The wait is finally over!

Earlier today, former president Barack Obama posted his highly anticipated summer reading list to Twitter. The list features nine titles, including Hello Beautiful, by Ann Napolitano, which Oprah selected in March as her 100th Book Club pick!

Inspired by Little Women, Hello Beautiful traces a family of four sisters through three decades of romance, heartbreak, redemption, and forgiveness. “I could actually weep right now thinking about the joy that I felt while reading this book,” Oprah confessed when she sat down with Napolitano in April. Hopefully, Obama is packing tissues in his beach tote this summer!

More From Oprah Daily
 
preview for Oprah Mag US - Entertainment Playlist

This is not the first Book Club pick that Obama has selected for his summer reading list. His 2020 list included three of Oprah’s consecutive selections: James McBride’s Deacon King Kong (Oprah’s 85th pick), Isabel Wilkerson’s Caste (Oprah’s 86th pick), and Marilynne Robinson’s Jack (Oprah’s 87th pick).

Hello Beautiful is one of six novels Obama selected this summer. His nonfiction picks skew toward some heavier subject matter. Poverty, by America is a deep dive into American wealth inequality written by Matthew Desmond, who won the 2017 Pulitzer for his book Evicted. Jonathan Eig’s biography King: A Life offers a new view of MLK, and David Grann’s The Wager tells the story of a real-life shipwreck.

You can check out all of Obama’s summer selections in the tweet below.

This content is imported from twitter. You may be able to find the same content in another format, or you may be able to find more information, at their web site.
Lettermark
Charley Burlock
Associate Books Editor

Charley is a Books Editor at Oprah Daily where she writes about authors, writing, and reading. She is also a freelance writer and audio journalist whose work has been featured in the Atlantic, the Los Angeles Review, Agni, and on the Apple News Today podcast. She is currently completing an MFA in creative nonfiction at NYU and working on an essay collection about the intersection of grief, landscape, and urban design.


Exercise =
Could you retype the records word for word but without any pictures?

════════════════

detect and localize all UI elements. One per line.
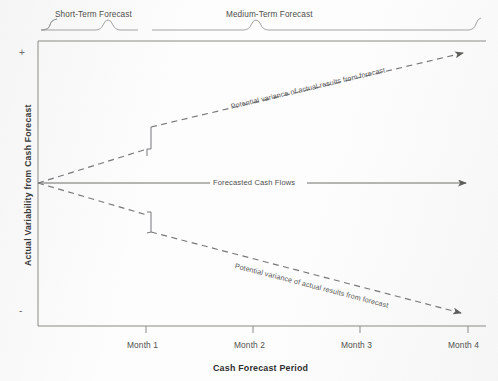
- x-axis-ticks: [146, 326, 468, 333]
- series-upper-variance: [38, 53, 463, 183]
- x-tick-label-month-1: Month 1: [127, 341, 158, 349]
- x-tick-label-month-4: Month 4: [448, 341, 479, 349]
- annotation-forecasted-cash-flows: Forecasted Cash Flows: [212, 179, 296, 187]
- bracket-medium-term: [152, 18, 481, 30]
- y-axis-positive-sign: +: [19, 48, 25, 58]
- bracket-label-short-term: Short-Term Forecast: [55, 11, 132, 19]
- series-lower-variance: [38, 183, 461, 313]
- x-tick-label-month-2: Month 2: [234, 341, 265, 349]
- lower-variance-step: [147, 212, 151, 233]
- chart-vector-layer: [0, 0, 498, 381]
- y-axis-title: Actual Variability from Cash Forecast: [24, 104, 33, 266]
- y-axis-negative-sign: -: [19, 306, 22, 316]
- chart-canvas: Short-Term Forecast Medium-Term Forecast…: [0, 0, 498, 381]
- bracket-label-medium-term: Medium-Term Forecast: [226, 11, 313, 19]
- x-axis-title: Cash Forecast Period: [213, 364, 308, 373]
- x-tick-label-month-3: Month 3: [341, 341, 372, 349]
- bracket-short-term: [42, 20, 138, 30]
- bracket-group: [41, 18, 481, 30]
- upper-variance-step: [147, 127, 151, 156]
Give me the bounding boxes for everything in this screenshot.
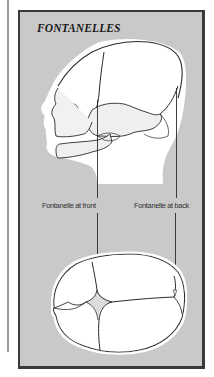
skull-top-outline	[53, 254, 184, 352]
skull-illustration	[0, 0, 214, 377]
skull-side-view	[42, 40, 185, 183]
skull-top-view	[53, 254, 184, 352]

════════════════

Solution to the exercise =
detect and localize all UI elements. One per line.
- x-axis-ticks: [146, 326, 468, 333]
- series-upper-variance: [38, 53, 463, 183]
- x-tick-label-month-1: Month 1: [127, 341, 158, 349]
- x-tick-label-month-4: Month 4: [448, 341, 479, 349]
- annotation-forecasted-cash-flows: Forecasted Cash Flows: [212, 179, 296, 187]
- bracket-medium-term: [152, 18, 481, 30]
- y-axis-positive-sign: +: [19, 48, 25, 58]
- bracket-label-short-term: Short-Term Forecast: [55, 11, 132, 19]
- series-lower-variance: [38, 183, 461, 313]
- x-tick-label-month-2: Month 2: [234, 341, 265, 349]
- lower-variance-step: [147, 212, 151, 233]
- chart-vector-layer: [0, 0, 498, 381]
- y-axis-title: Actual Variability from Cash Forecast: [24, 104, 33, 266]
- y-axis-negative-sign: -: [19, 306, 22, 316]
- chart-canvas: Short-Term Forecast Medium-Term Forecast…: [0, 0, 498, 381]
- bracket-label-medium-term: Medium-Term Forecast: [226, 11, 313, 19]
- x-axis-title: Cash Forecast Period: [213, 364, 308, 373]
- x-tick-label-month-3: Month 3: [341, 341, 372, 349]
- bracket-short-term: [42, 20, 138, 30]
- bracket-group: [41, 18, 481, 30]
- upper-variance-step: [147, 127, 151, 156]
Give me the bounding boxes for everything in this screenshot.
skull-top-outline	[53, 254, 184, 352]
skull-illustration	[0, 0, 214, 377]
skull-side-view	[42, 40, 185, 183]
skull-top-view	[53, 254, 184, 352]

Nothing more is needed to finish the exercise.